No God exists, author argues
Published 9:00 pm Friday, November 3, 2006
Publicists call Britain’s Richard Dawkins “the world’s most prominent atheist.” Superlatives aside, he’s certainly the leader among scientists who believe Darwin’s evolution theory has exterminated any possibility that God exists.
Dawkins, a take-no-prisoners type, treats faith as a lethal disease and billions of believers as rather stupid.
He thinks it’s arguable that sexual molestation is less damaging to children than religious training, yet society accepts “the preposterous idea that it is normal and right to indoctrinate tiny children in the religion of their parents.”
Dawkins despises Judaism’s biblical God: “a petty, unjust, unforgiving control-freak; a vindictive, bloodthirsty ethnic cleanser; a misogynistic, homophobic, racist, infanticidal, genocidal, filicidal, pestilential, megalomaniacal, sadomasochistic, capriciously malevolent bully.”
He’s friendlier toward the teachings of Jesus – “if he existed, or whoever wrote his script if he didn’t.” However, belief that Jesus died for the sins of the world is a “repellent doctrine,” he thinks; Christians forever focus on “sin sin sin sin sin sin sin.”
So Dawkins preaches in “The God Delusion” (Houghton Mifflin), which has its moments but counts as a disappointment. A carefully wrought atheistic manifesto for popular audiences would be worthwhile, but Dawkins’ effort is marred by omissions, fluffs, fuzzy generalizations and snarky asides.

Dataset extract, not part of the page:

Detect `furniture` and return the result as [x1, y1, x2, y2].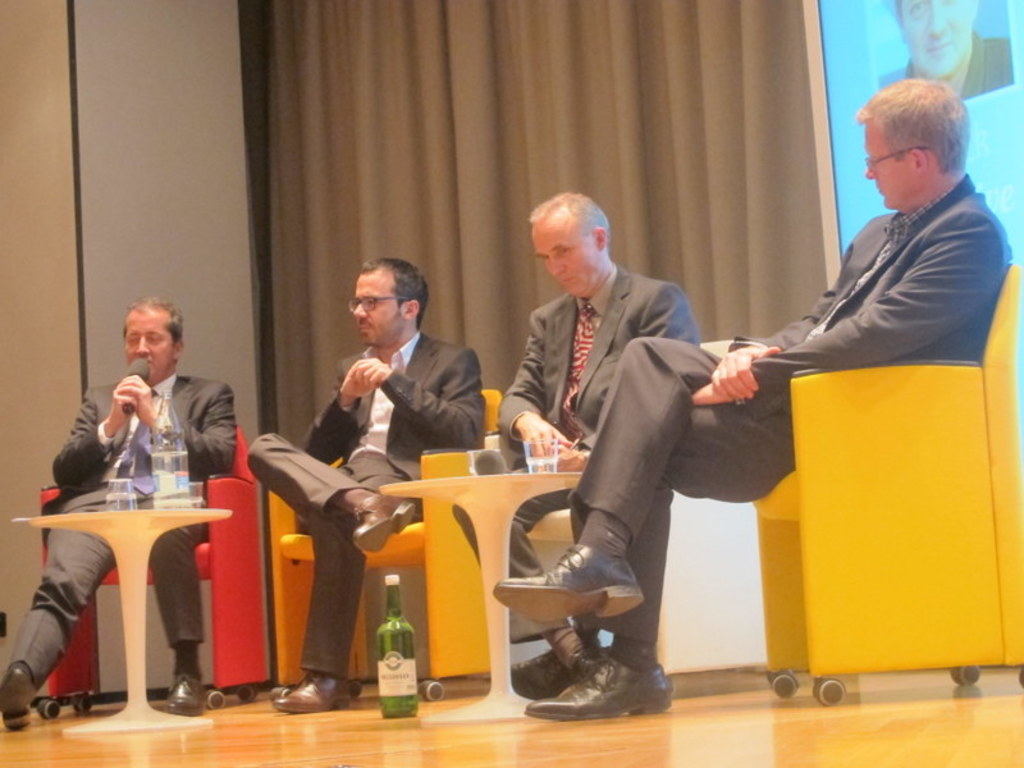
[379, 472, 582, 724].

Dawkins could have seriously explored the thinking of atheists such as the late J.L. Mackie or William Rowe and of God-defenders including Oxford University colleagues Robert M. Adams, Richard Swinburne and former atheist Alister McGrath; or the titan of theism, America’s Alvin Plantinga.

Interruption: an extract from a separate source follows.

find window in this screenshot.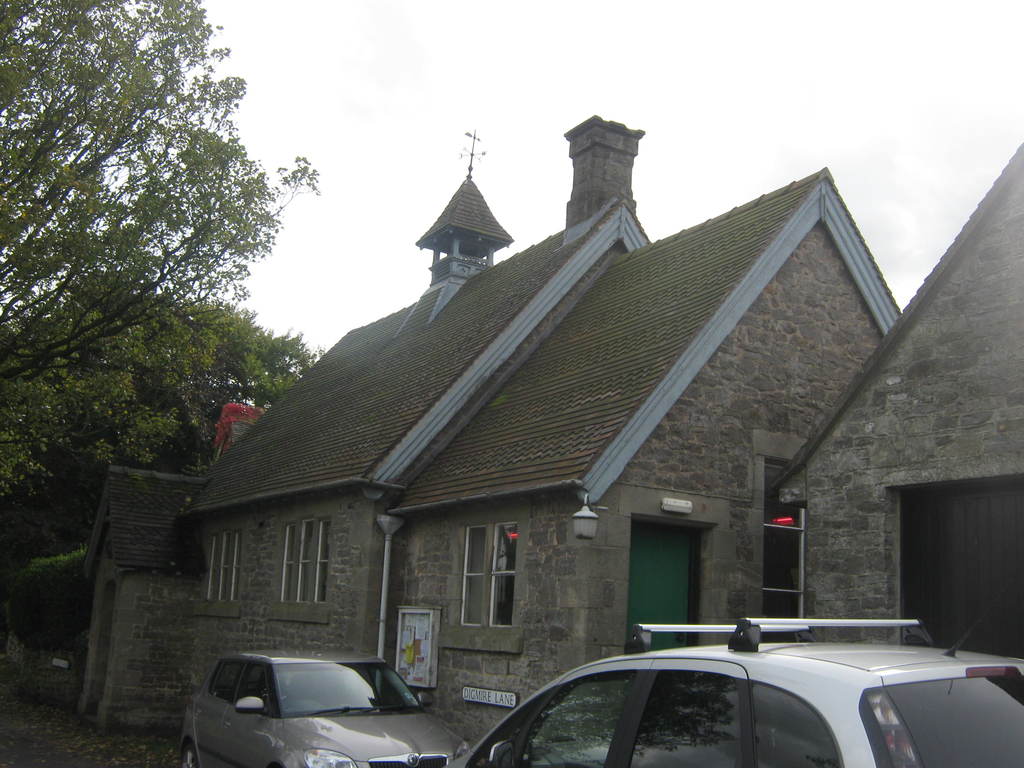
The bounding box for window is crop(753, 681, 838, 767).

By coincidence, “Delusion” appears alongside another scientist’s popular treatment, “The Language of God” (Free Press) by Francis Collins, director of the international Human Genome Project, who explains his pilgrimage from atheism to evangelicalism.

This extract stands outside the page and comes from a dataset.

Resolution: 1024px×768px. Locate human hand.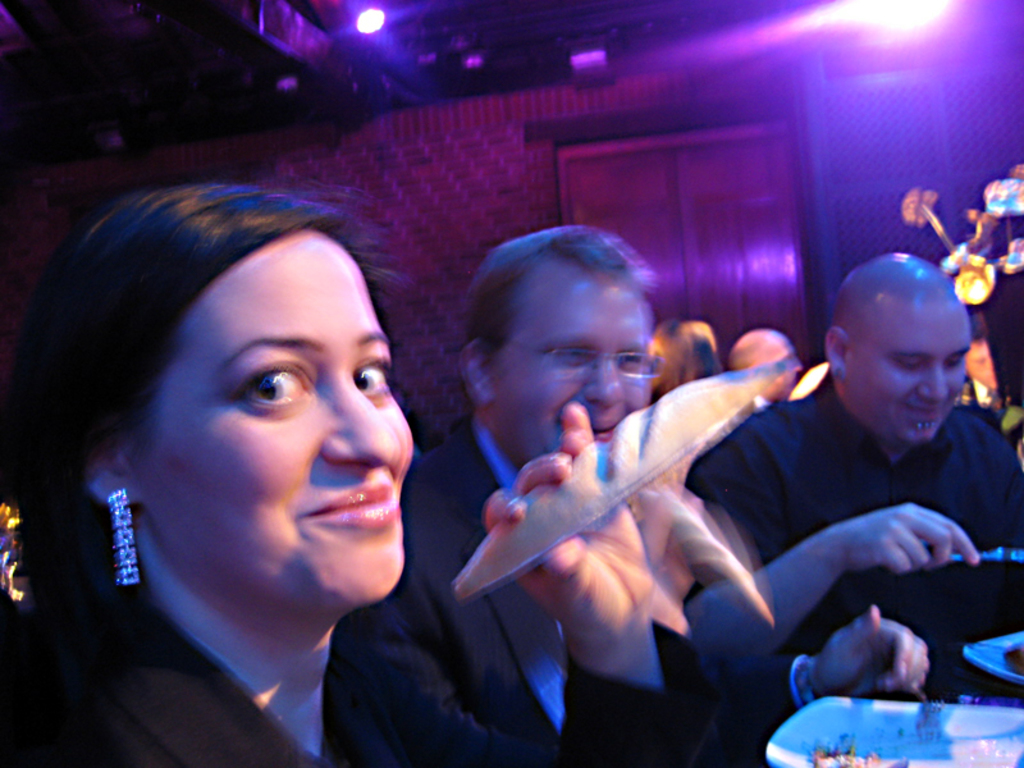
(485, 401, 655, 637).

Collins thinks it’s improbable that the cosmos occurred by mere happenstance, since biology is incredibly complex and life couldn’t exist at all if the laws of physics were slightly different. It’s a Goldilocks universe, Dawkins acknowledges, neither too much nor too little but just right.
Here, Dawkins originates “the Ultimate Boeing 747 gambit,” inspired by astrophysicist Sir Fred Hoyle. Hoyle remarked that the odds of life on Earth occurring through unguided evolution are the equivalent of a hurricane sweeping through a junkyard and assembling a jumbo jet.
Dawkins turns this inside out: “Any God capable of designing a universe, carefully and foresightedly tuned to lead to our evolution, must be a supremely complex and improbable entity who needs an even bigger explanation than the one he is supposed to provide.”
“It is obviously no solution to postulate something even more improbable” than the improbable cosmos we actually inhabit, he concludes, and since the simplest explanation is best “there almost certainly is no God.” (Both sides say total, scientific-style proof for or against God is impossible.)
Having dismissed any need for God as designer of the universe, Dawkins zips through other arguments:
* Without God, how do we explain humanity’s universal sense of morality? That question coaxed Collins toward faith, but Dawkins thinks some evolutionary mechanism operates.
* How do we explain beauty apart from God? Dawkins says we can appreciate Bach or Michelangelo without believing God inspired them.
* Widespread spiritual experience? He says our minds play tricks on us.
* Dawkins also pooh-poohs the classical proofs of Thomas Aquinas – for instance, that every effect has a prior cause so the ultimate cause must be God.
Related and notable:
* Sam Harris, whose best-selling “The End of Faith” had Dawkins-style flaws, pursues matters in the brief “Letter to a Christian Nation” (Knopf).
* Jewish journalist Pamela Winnick critiques scientific efforts to supplant faith in “A Jealous God: Science’s Crusade Against Religion” (Nelson Current).